The New Stack Podcast

Self-Serve Architectures, The K8S Operator for Cassandra on DataStax

Episode Summary

DataStax sponsored this podcast. About 10 years ago the tech industry rejected the single relational database, and demanded a way to scale — at scale — with distributed systems. This movement saw the birth of React, Cassandra, MongoDB, and Tokyo Cabinet, all to better manage distributed databases. “All those databases that grew from: ‘Hey, we have a scaled data problem and this single relational database is not solving it.’ And I think that was the first time we really had to solve scale problems and use distributed technology to make it work,” said Patrick McFadin, chief evangelist for Apache Cassandra and vice president of developer relations at DataStax.

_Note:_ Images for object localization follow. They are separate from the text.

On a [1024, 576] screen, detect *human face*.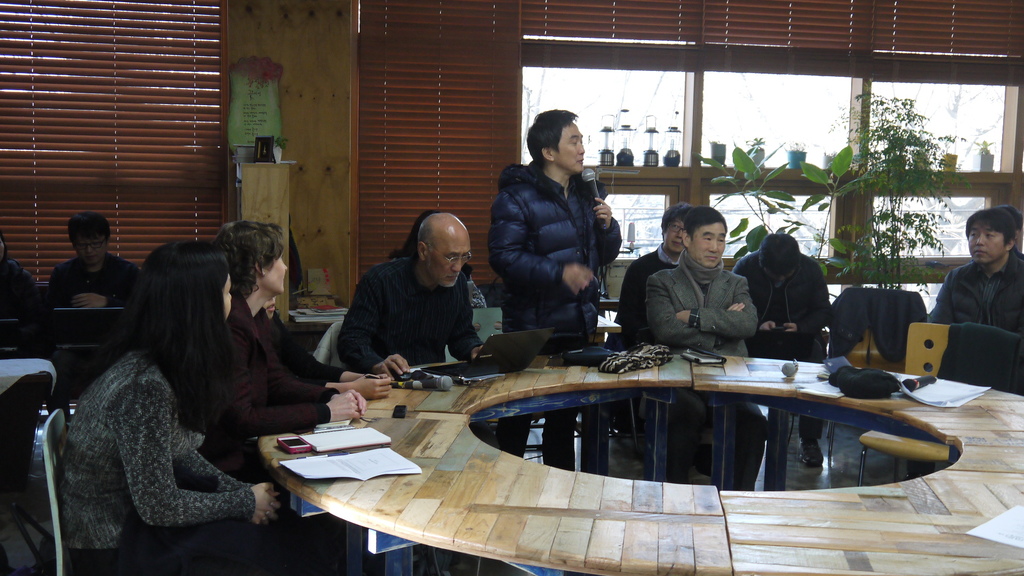
bbox=(435, 229, 474, 288).
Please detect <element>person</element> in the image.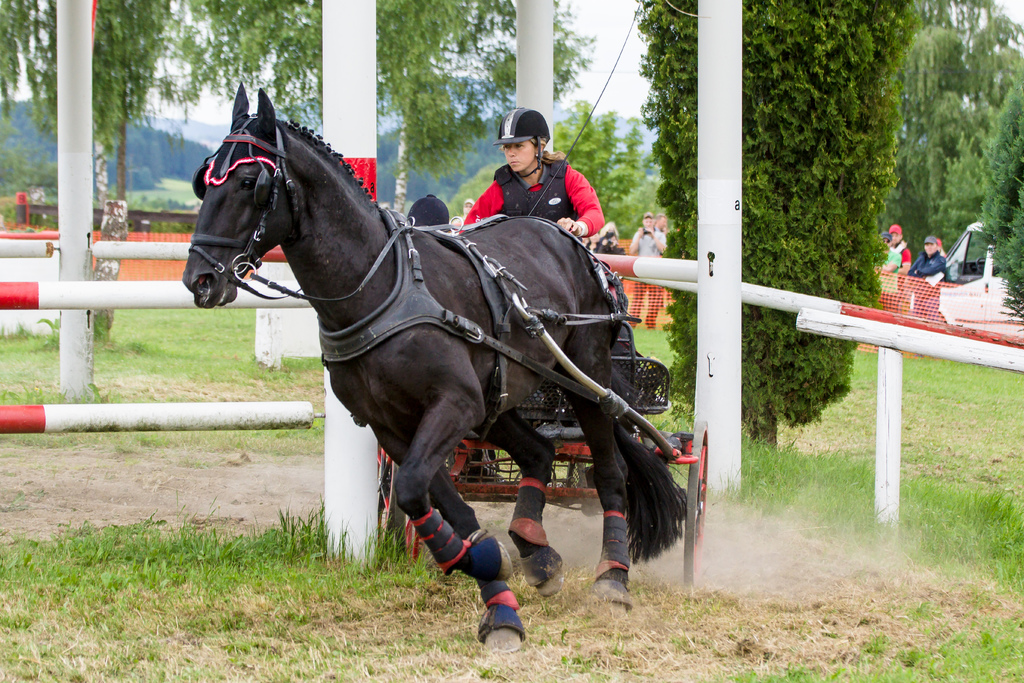
[458, 106, 604, 240].
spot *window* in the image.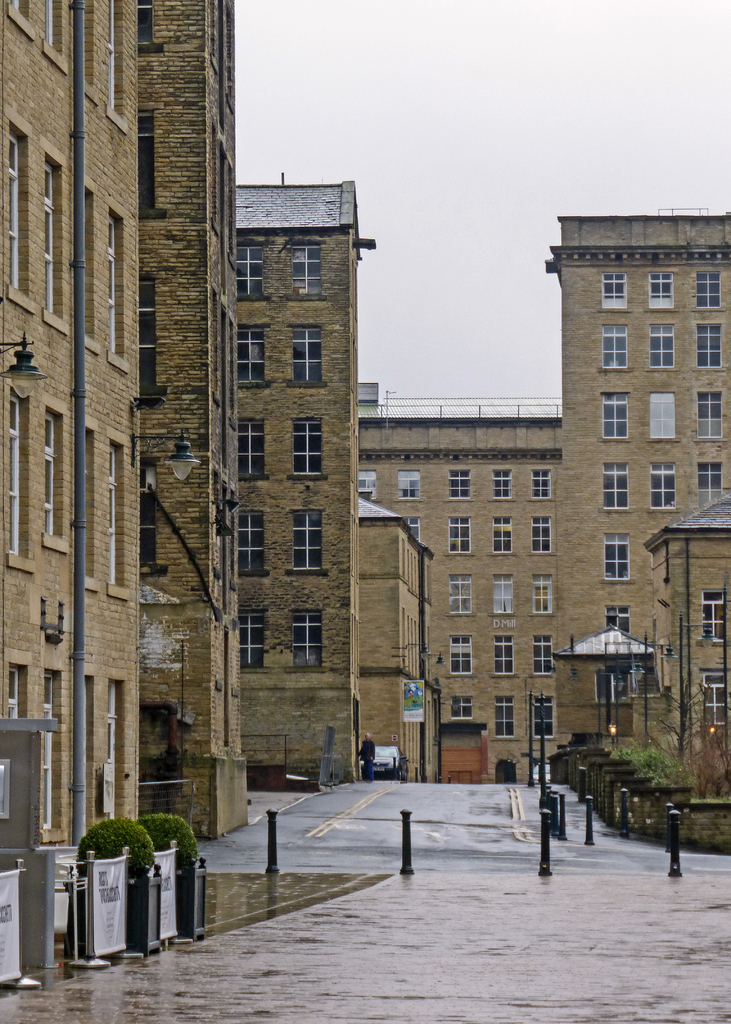
*window* found at bbox=[648, 394, 676, 442].
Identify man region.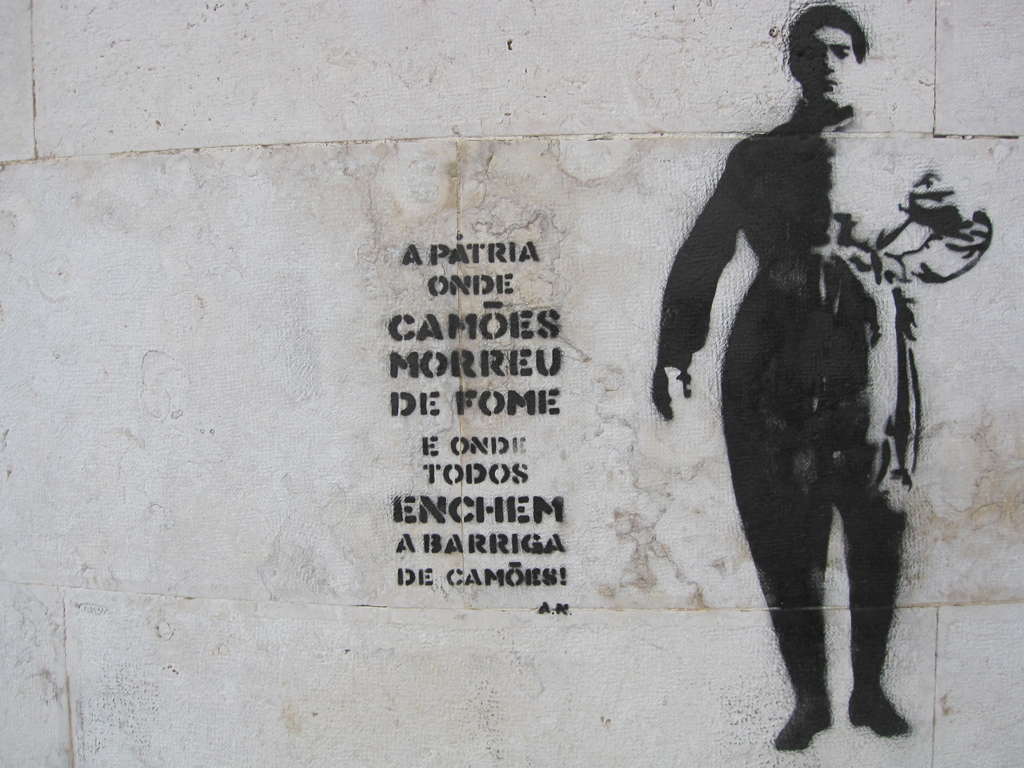
Region: bbox(680, 102, 963, 743).
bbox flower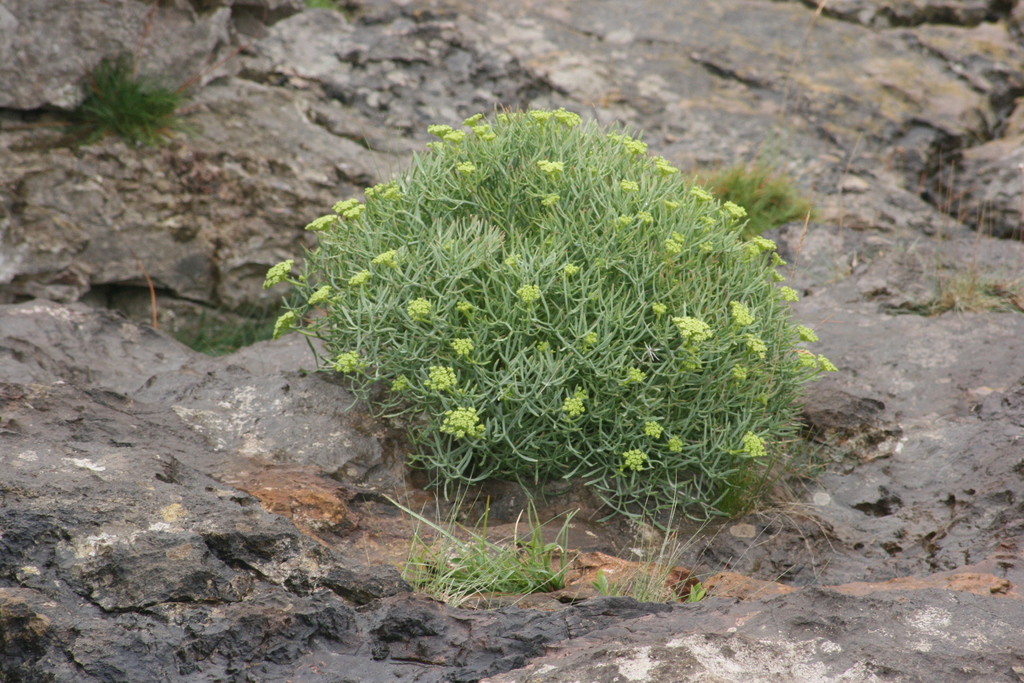
bbox=[701, 246, 715, 257]
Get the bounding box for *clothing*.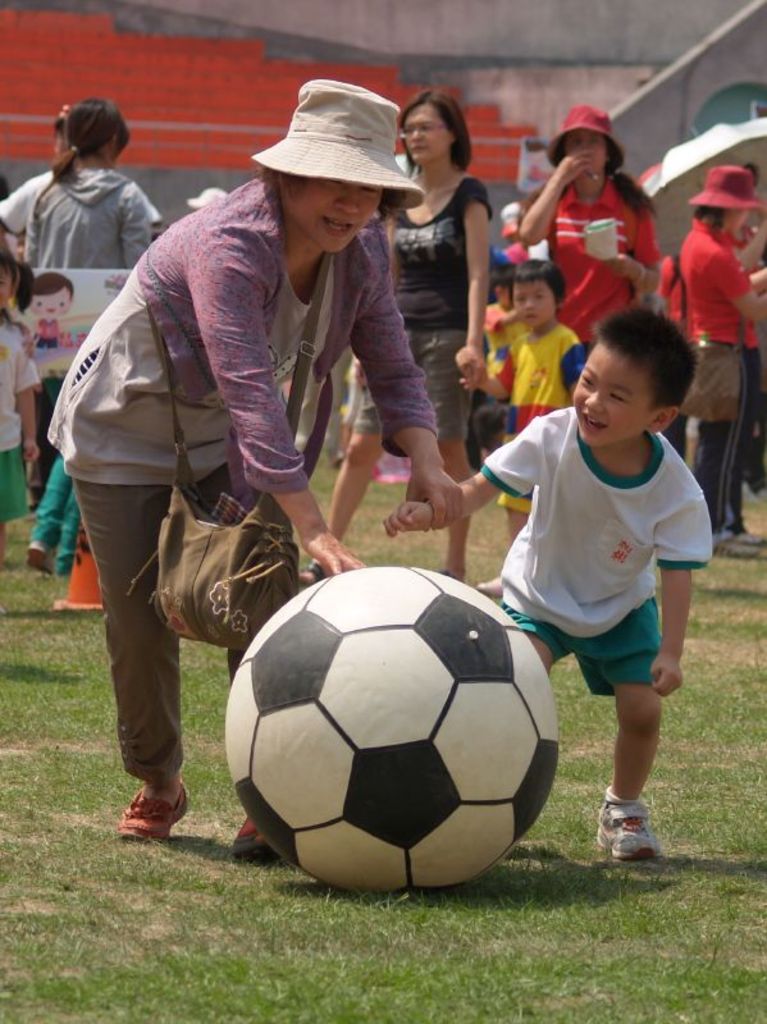
{"x1": 515, "y1": 189, "x2": 648, "y2": 351}.
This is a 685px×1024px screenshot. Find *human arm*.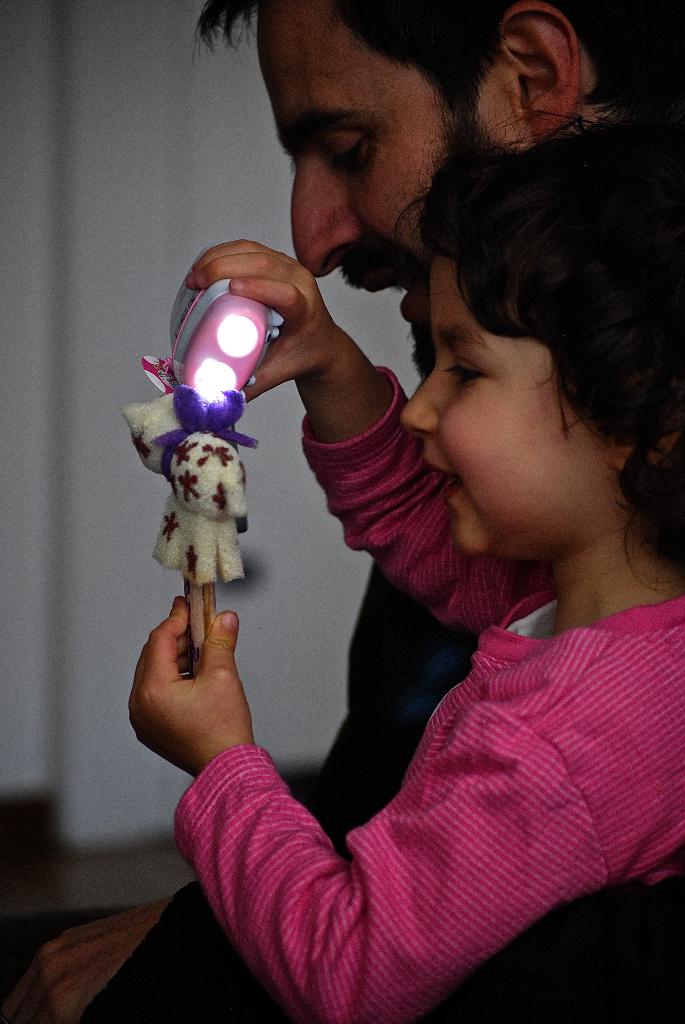
Bounding box: select_region(190, 508, 612, 1012).
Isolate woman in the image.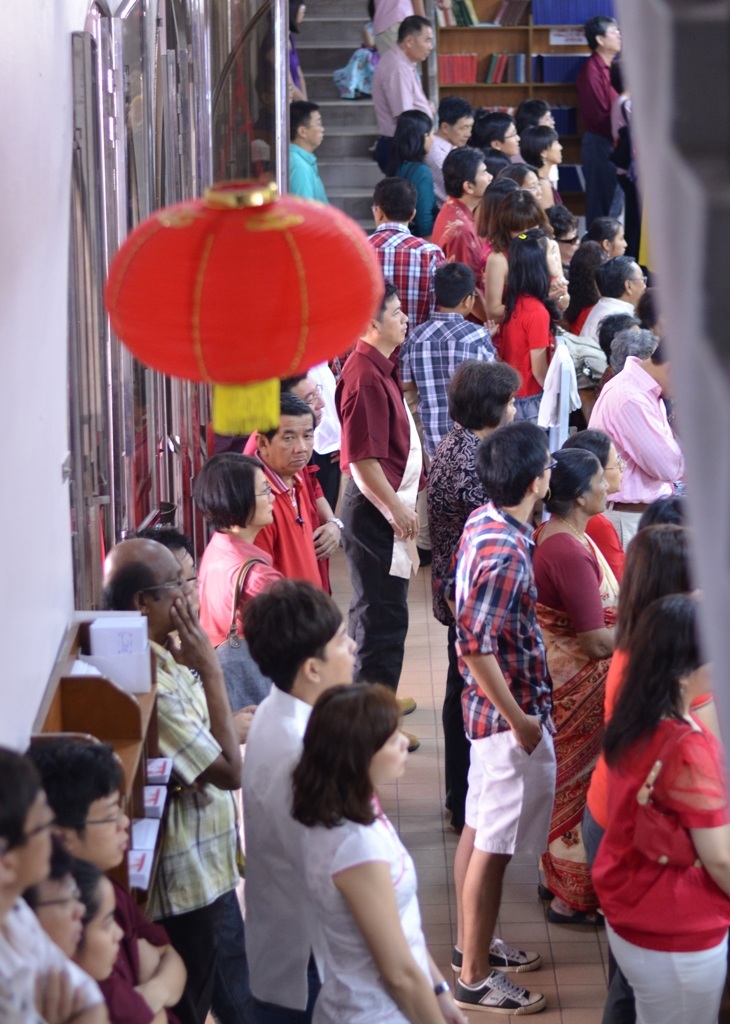
Isolated region: bbox=[496, 233, 559, 426].
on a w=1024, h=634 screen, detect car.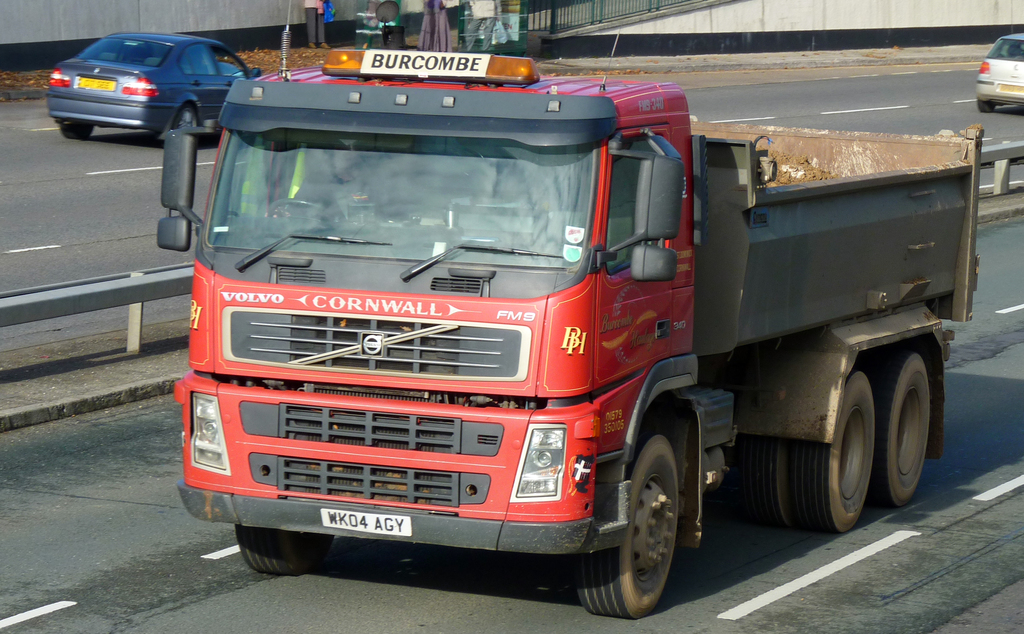
[x1=45, y1=30, x2=262, y2=140].
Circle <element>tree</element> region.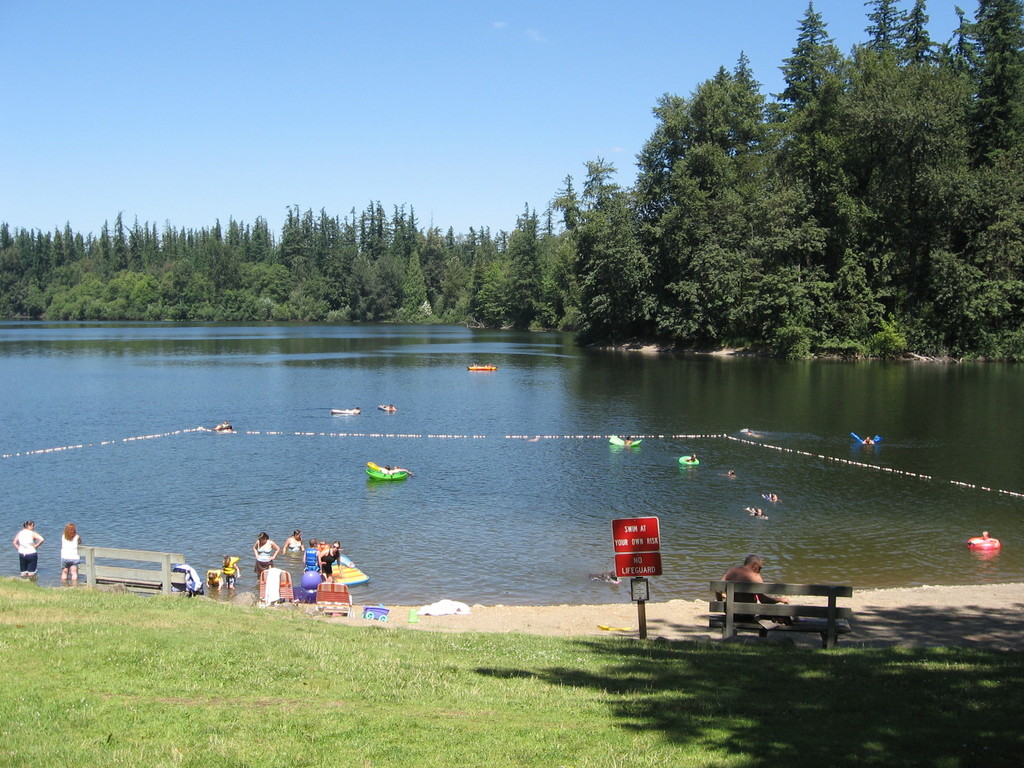
Region: [left=159, top=220, right=218, bottom=285].
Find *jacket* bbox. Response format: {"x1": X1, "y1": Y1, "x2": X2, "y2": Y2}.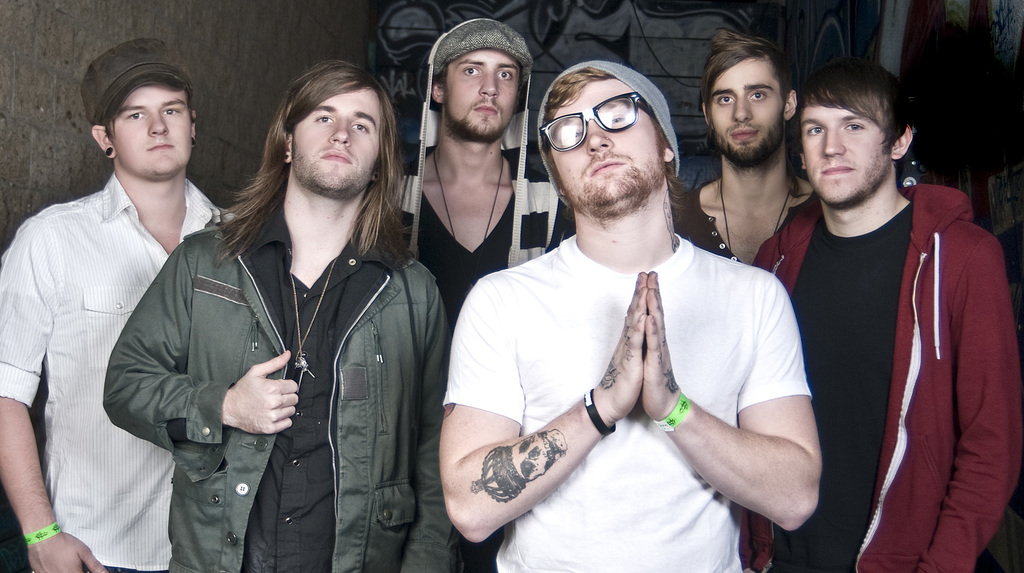
{"x1": 753, "y1": 186, "x2": 1019, "y2": 572}.
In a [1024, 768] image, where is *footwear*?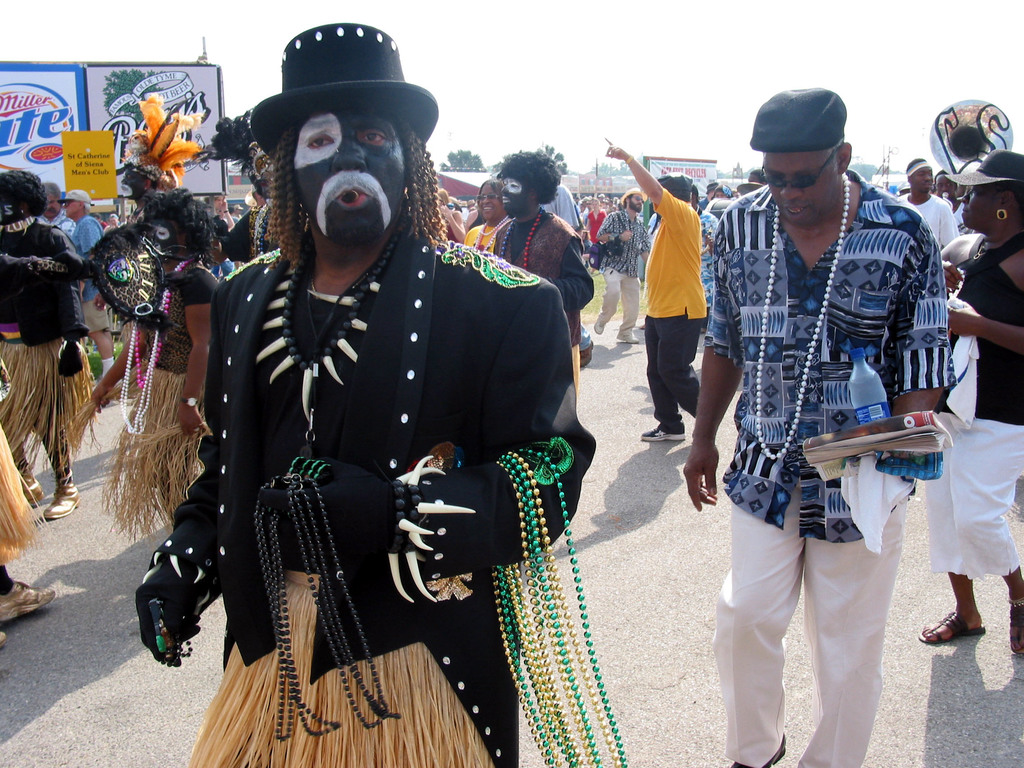
<box>637,424,684,445</box>.
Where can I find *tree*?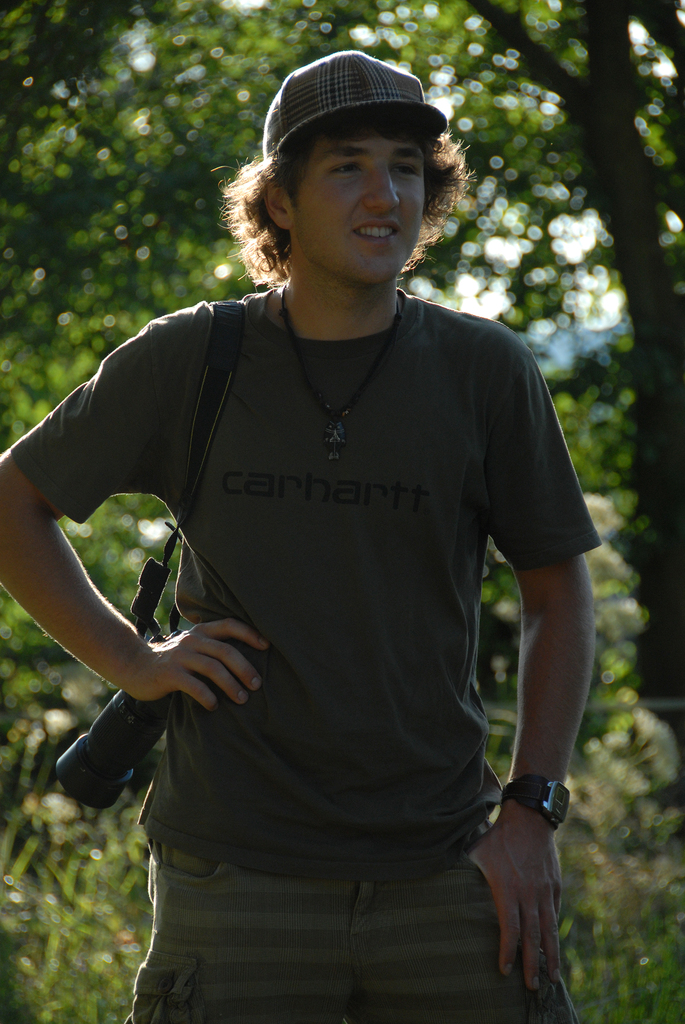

McFadin joined colleague Kathryn Erickson, head of strategy and product at DataStax, for this episode of The New Stack Makers. They sat down with founder and Publisher of The New Stack, Alex Williams, to reflect on how the industry has seen a sudden explosion of scale and how that’s now guiding the next steps toward fully self-service architecture.

Episode Notes

DataStax sponsored this podcast.

About 10 years ago the tech industry rejected the single relational database, and demanded a way to scale — at scale — with distributed systems. This movement saw the birth of React, Cassandra, MongoDB, and Tokyo Cabinet, all to better manage distributed databases.

“All those databases that grew from: ‘Hey, we have a scaled data problem and this single relational database is not solving it.’ And I think that was the first time we really had to solve scale problems and use distributed technology to make it work,” said Patrick McFadin, chief evangelist for Apache Cassandra and vice president of developer relations at DataStax.

McFadin joined colleague Kathryn Erickson, head of strategy and product at DataStax, for this episode of The New Stack Makers. They sat down with founder and Publisher of The New Stack, Alex Williams, to reflect on how the industry has seen a sudden explosion of scale and how that’s now guiding the next steps toward fully self-service architecture.